Jamaica coffee farm model

Professor Matthew Johnson of Cal Poly Humboldt's Department of Wildlife has worked for many years in coffee farms around the world. In his field studies of North American songbirds that overwinter in Jamaican coffee farms, he discovered that these birds provide an important ecosystem service: consuming large numbers of the Coffee Borer Beetle, a major pest in many coffee regions. This discovery raised many questions that are interesting, complex, and important for both environmental and economic reasons: how do land use decisions by farmers, such as whether to grow shade- or sun-grown coffee and how much forest to preserve, affect bird densities and the pest control services they provide and, therefore, the value of the coffee crop? Dr. Johnson realized that these questions are too complex to be answered even with his extensive field studies and asked us to help build a model that could serve as a virtual laboratory to study these questions.Model interface of the Jamaica coffee farm model

The result was the Jamaica coffee farm model, which links land use, migratory bird densities, and coffee production. Its key features are:

  • Users can generate artificial landscapes that have known characteristics: the area in each land use type, and the average size of land use type patches. This feature allows experiments that gradually vary the availability of different land uses, with replication via multiple landscapes with the same overall characteristics.
  • Bird foraging as the key process linking land use, bird densities, and pest control by birds. Each land use type has its own characteristic food availability conditions for birds, and the pest beetles are treated as a separate, alternative food source that birds may choose to eat. Simulated birds decide which habitat cell (typically 5x5 meters in area) to feed, updating this decision as often as every minute. Birds compete with each other via food depletion. Our theoretical research on this project focused on developing and testing foraging models that are useful in the model's semi-realistic context--we found the classical bird foraging theory inadequate.
  • Simulations represent one coffee production season, with outputs representing bird density and production of uninfested coffee. The model therefore can be used to find land use strategies that provide a good tradeoff between bird conservation and crop production.

A secondary purpose of this project, for the modelers, was to provide a specific example of the "pattern-oriented" strategy for designing individual-based models and testing their theory for individual adaptive behavior. The first publication from the project explicitly illustrates how we used 9 patterns observed in Dr. Johnson's field studies to determine what entities, variables, and mechanisms need to be in the model. It also illustrates how we used the same patterns to contrast and attempt "falsification" of four alternative bird foraging theories, showing that only one of the theories caused the model to reproduce all the patterns and hence be useful in the model.

The project produced two publications (both described on our publications page). The first (2011, Ecological Modelling) provides a complete model description and a description of the pattern-oriented process used to design it. The paper also discusses reasons why classical theory of behavioral ecology often fails in IBMs.

The second publication (2014, PNAS) uses the model to draw conclusions about interactions among land use, conservation, and agricultural production when wildlife provides pest control services.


Work task: Whenever "Defendants" appears in a line, please copy that line from the data.

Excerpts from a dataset
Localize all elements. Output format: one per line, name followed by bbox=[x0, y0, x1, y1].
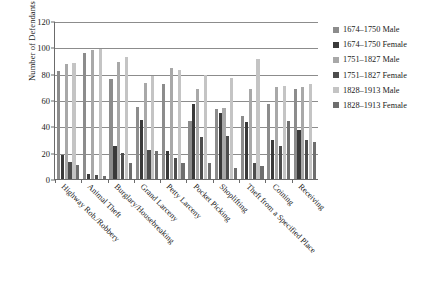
bar bbox=[241, 116, 244, 179]
bar bbox=[297, 130, 300, 179]
x-axis-category-label: Coining bbox=[271, 182, 296, 207]
y-axis-tick-label: 100 bbox=[37, 44, 50, 53]
bar bbox=[219, 113, 222, 179]
bar bbox=[136, 107, 139, 179]
bar bbox=[65, 64, 68, 179]
bar bbox=[309, 84, 312, 179]
legend-item[interactable]: 1828–1913 Male bbox=[333, 86, 407, 95]
bar bbox=[147, 150, 150, 179]
bar bbox=[178, 70, 181, 179]
bar bbox=[192, 104, 195, 179]
bar bbox=[279, 146, 282, 179]
legend-label: 1751–1827 Female bbox=[343, 71, 407, 80]
bar-group bbox=[292, 22, 318, 179]
bar bbox=[249, 89, 252, 179]
bar bbox=[95, 175, 98, 179]
plot-area: 020406080100120 bbox=[54, 22, 318, 180]
y-axis-tick-label: 20 bbox=[42, 149, 51, 158]
bar bbox=[275, 87, 278, 179]
bar bbox=[215, 109, 218, 179]
bar bbox=[87, 174, 90, 179]
legend-label: 1674–1750 Male bbox=[343, 25, 399, 34]
bar-group bbox=[160, 22, 186, 179]
bar bbox=[121, 153, 124, 179]
legend-swatch-icon bbox=[333, 57, 339, 63]
bar bbox=[76, 165, 79, 179]
legend-swatch-icon bbox=[333, 42, 339, 48]
bar bbox=[204, 75, 207, 179]
bar-group bbox=[213, 22, 239, 179]
bar bbox=[253, 163, 256, 179]
bar-groups bbox=[55, 22, 318, 179]
bar bbox=[181, 163, 184, 179]
bar bbox=[313, 142, 316, 179]
bar bbox=[208, 163, 211, 179]
legend-item[interactable]: 1674–1750 Female bbox=[333, 40, 407, 49]
bar bbox=[196, 89, 199, 179]
bar bbox=[57, 71, 60, 179]
bar bbox=[113, 146, 116, 179]
bar bbox=[230, 78, 233, 179]
bar-group bbox=[81, 22, 107, 179]
bar-group bbox=[186, 22, 212, 179]
bar-group bbox=[108, 22, 134, 179]
bar bbox=[245, 122, 248, 179]
bar bbox=[174, 158, 177, 179]
bar bbox=[68, 162, 71, 179]
bar bbox=[91, 50, 94, 179]
legend-label: 1674–1750 Female bbox=[343, 40, 407, 49]
bar bbox=[188, 121, 191, 179]
bar bbox=[294, 89, 297, 179]
legend-swatch-icon bbox=[333, 102, 339, 108]
legend-swatch-icon bbox=[333, 87, 339, 93]
y-axis-tick-label: 60 bbox=[42, 97, 51, 106]
bar bbox=[72, 63, 75, 179]
bar bbox=[83, 53, 86, 179]
bar bbox=[151, 76, 154, 179]
bar bbox=[170, 68, 173, 179]
legend-label: 1828–1913 Female bbox=[343, 101, 407, 110]
bar bbox=[256, 59, 259, 179]
bar bbox=[260, 166, 263, 179]
bar bbox=[283, 86, 286, 179]
y-axis-title: Number of Defendants bbox=[27, 0, 37, 115]
bar-group bbox=[239, 22, 265, 179]
legend-swatch-icon bbox=[333, 72, 339, 78]
y-axis-tick-label: 40 bbox=[42, 123, 51, 132]
bar bbox=[109, 79, 112, 179]
legend-item[interactable]: 1828–1913 Female bbox=[333, 101, 407, 110]
y-axis-tick-label: 120 bbox=[37, 18, 50, 27]
bar bbox=[305, 140, 308, 180]
bar bbox=[162, 84, 165, 179]
bar bbox=[117, 62, 120, 179]
y-axis-tick-label: 0 bbox=[46, 176, 50, 185]
bar bbox=[61, 155, 64, 179]
x-axis-labels: Highway Rob./RobberyAnimal TheftBurglary… bbox=[54, 182, 318, 282]
bar bbox=[166, 151, 169, 179]
bar bbox=[301, 87, 304, 179]
bar bbox=[226, 136, 229, 179]
bar bbox=[287, 121, 290, 179]
chart-legend: 1674–1750 Male1674–1750 Female1751–1827 … bbox=[333, 25, 407, 110]
legend-item[interactable]: 1674–1750 Male bbox=[333, 25, 407, 34]
bar bbox=[99, 49, 102, 179]
bar bbox=[144, 83, 147, 179]
y-axis-tick-label: 80 bbox=[42, 70, 51, 79]
bar bbox=[234, 168, 237, 179]
bar-group bbox=[55, 22, 81, 179]
bar bbox=[125, 57, 128, 179]
bar bbox=[271, 140, 274, 180]
bar bbox=[155, 151, 158, 179]
bar-group bbox=[134, 22, 160, 179]
legend-item[interactable]: 1751–1827 Female bbox=[333, 71, 407, 80]
bar bbox=[103, 176, 106, 179]
bar-chart: Number of Defendants 020406080100120 Hig… bbox=[0, 0, 434, 291]
bar bbox=[129, 163, 132, 179]
legend-label: 1751–1827 Male bbox=[343, 55, 399, 64]
legend-label: 1828–1913 Male bbox=[343, 86, 399, 95]
bar bbox=[222, 108, 225, 179]
bar bbox=[140, 120, 143, 179]
bar-group bbox=[265, 22, 291, 179]
legend-item[interactable]: 1751–1827 Male bbox=[333, 55, 407, 64]
legend-swatch-icon bbox=[333, 27, 339, 33]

Answer to this task:
y-axis-title: Number of Defendants bbox=[27, 0, 37, 115]
bar-chart: Number of Defendants 020406080100120 Hig… bbox=[0, 0, 434, 291]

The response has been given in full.